Monday, July 17, 2017

just to be sure

Teoman had a bad night of sleep last night.  His pain is very stressful for us as parents.  He didn’t want to get up in the morning, but I pushed him because I needed him to eat and take his medicine.  I had to carry Teoman down stairs and he laid on the chair swing letting his Babaanne feed him.  By 10am, Tolga had arranged by phone a call to the doctor, a place to get an ultrasound, and our cousin to pick us up and take us there.

Anne told me Hakan could take us because he had said “If there is anything, even small, call me and I will help.”  Maybe I’m the dramatic one for believing him.  Or maybe, helping was connecting us to a doctor he knows.  It didn’t really matter in the end - our cousin, Gokalp abi, came and brought us to the hospital.  Gokalp abi is about 65 years old and lives in Istanbul.  He vacationed here without his wife and has been rotating between our house and our uncle’s house on the beach.  As at true Turk, he cried when he heard of Teoman’s surgery and he was happy to jump in and help.  

We decided to take off his bandages before we left.  We were supposed to take them off yesterday - and the plan was for him to take a shower and do it then - but he had gotten too tired and asked to do it today.  And now today came and he wasn't feeling up for much of anything.  I had to be a bit hard with him, and I said it’s either me or the doctor.  He was afraid of the pain, and I know that feeling.  I put him in the shower to wash and soften the bandages, and with the first real pull he smiled and said, “That didn’t hurt!”  Actually, I knew it did - at the tips and near the surgery spots - but not as much as he imagined, so he was pretty pleased.  

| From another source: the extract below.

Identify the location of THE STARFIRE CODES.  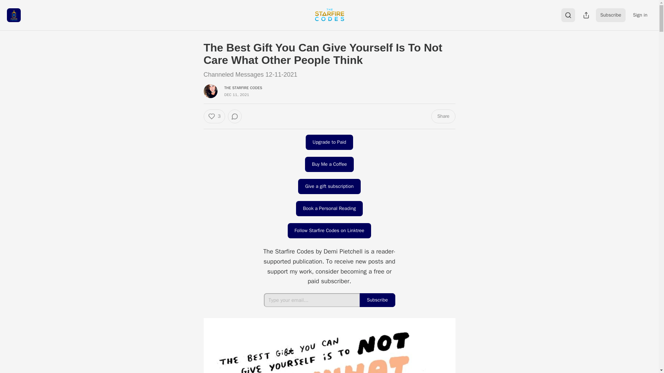
(243, 88).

We went to the semi-private hospital - which means, it gives government insurance discounts or you can use your own private insurance.  Either way - all the hospitals in Kusadasi are depressing.  Especially the ERs - people are coming in afraid and injured.  The doctors and nurses are overworked, the injured are waiting, and the stress and fear levels are tangible.  Private hospitals are a little bit better, but not much - here you see the sunburnt vacationers trickling in - falling down stairs, something dropped on a foot, dehydrated, Turkish tummy, and so on.  


We went up for the doctor, went down for the ultrasound, back up for an emergency request from the doctor, back down and waiting for Teoman to have the urge to pee - and then they did the ultrasound.  Asking a 5 year old boy to hold his pee is torture.  The doctor saw a few things, but she identified everything as normal - and we went back to the pediatrician to confirm it.  Just gas.   According to my friend and nurse whom I text constantly with medical questions, they put a lot of air in the belly during surgery, and it’s a painful recovery.  We were relieved to hear to was nothing serious.